In the “pivotal years” of the conflict, “the Soviets were regularly battling more than 200 German divisions. In contrast the Americans and the British fighting in the Mediterranean rarely confronted more than 10 German divisions. Germany lost over 6 million men fighting the Soviets and approximately 1 million fighting on the Western front.”
We’ve all been brainwashed into believing that America and the allied powers triumphed in the war, Stone says, referring to “the myth [that] lives on that the United States won.”
“Serious historians agree that it was the Soviet Union, that its entire society,” including Stalin, “who through sheer desperation and incredibly stoic heroism forged the great narrative of World War II: the defeat of the monster German war machine.”

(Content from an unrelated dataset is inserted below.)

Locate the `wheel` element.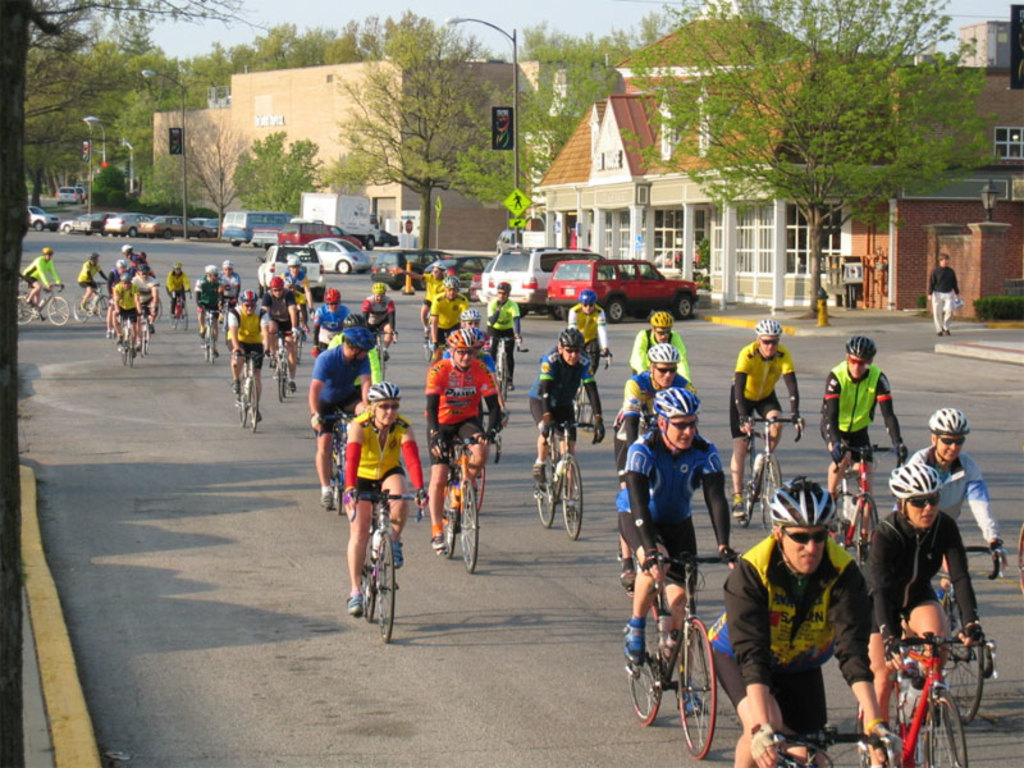
Element bbox: bbox=[128, 228, 137, 241].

Like the schoolchild whose dog ate his homework, Stone fails to name those supposed giants of historiography who accuse the USSR’s allies of failing to pull their own weight and riding Stalin’s coat-tails to victory in 1945.

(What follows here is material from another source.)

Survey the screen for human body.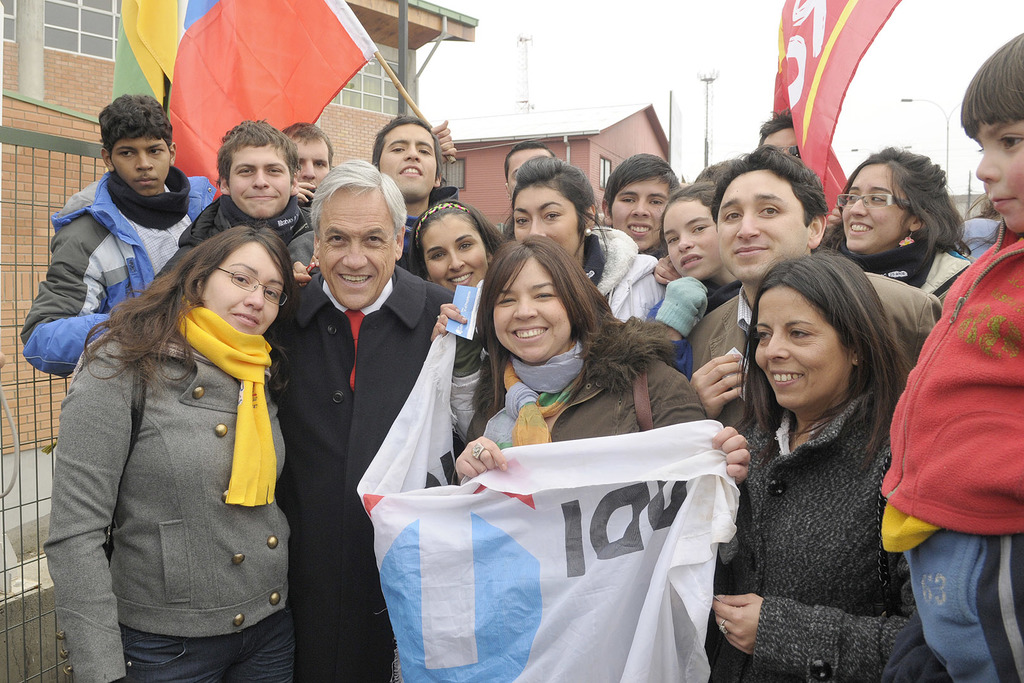
Survey found: (x1=14, y1=89, x2=220, y2=381).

Because more Soviet soldiers died (around 8 million) than American soldiers (around 400,000) in the war, according to Stone the Soviets have a stronger moral claim to victory. He ignores the fact that many Red Army soldiers perished helping to extricate the USSR from Stalin’s cynical, short-lived nonaggression pact with Hitler.
Stone also appears to discount the American contribution to the liberation of Western Europe before, during, and after the D-Day invasion of 1944. Using his own bizarre calculus, Stone gives the “win” to the USSR simply because more of its often ill-equipped soldiers died.
Throughout his professional life the Hollywood leftist has always been a gifted fabulist.
The Fidel Castro-worshiping, anti-American icon-smasher, has crafted movies that seduce audiences, selling them on far-fetched conspiracy theories.
Stone pulled the wool over a generation of Americans, convincing them that Lee Harvey Oswald had little if anything to do with the 1963 assassination of President John F. Kennedy. Gallup polls suggest that Stone’s 1991 movie, JFK, a crazy quilt of revisionist conjecture, helped to bolster public belief in alternate theories of the assassination. Stone argues in the movie that the U.S. intelligence community worked with the mob and disgruntled Bay of Pigs survivors to murder the then-leader of the free world so American companies could reap colossal war profits — or something.
The wily Stone lied to us about Kennedy’s death, downplaying the obvious starring role played by Oswald, a dedicated Marxist-Leninist who previously defected to the USSR at the height of the Cold War.
Why stop lying now?
Related articles on Stone’s series:
1. Daniel Greenfield’s review of “The Bomb,” the third episode of the series.
2. Bruce Thornton’s introduction to this Frontpage series.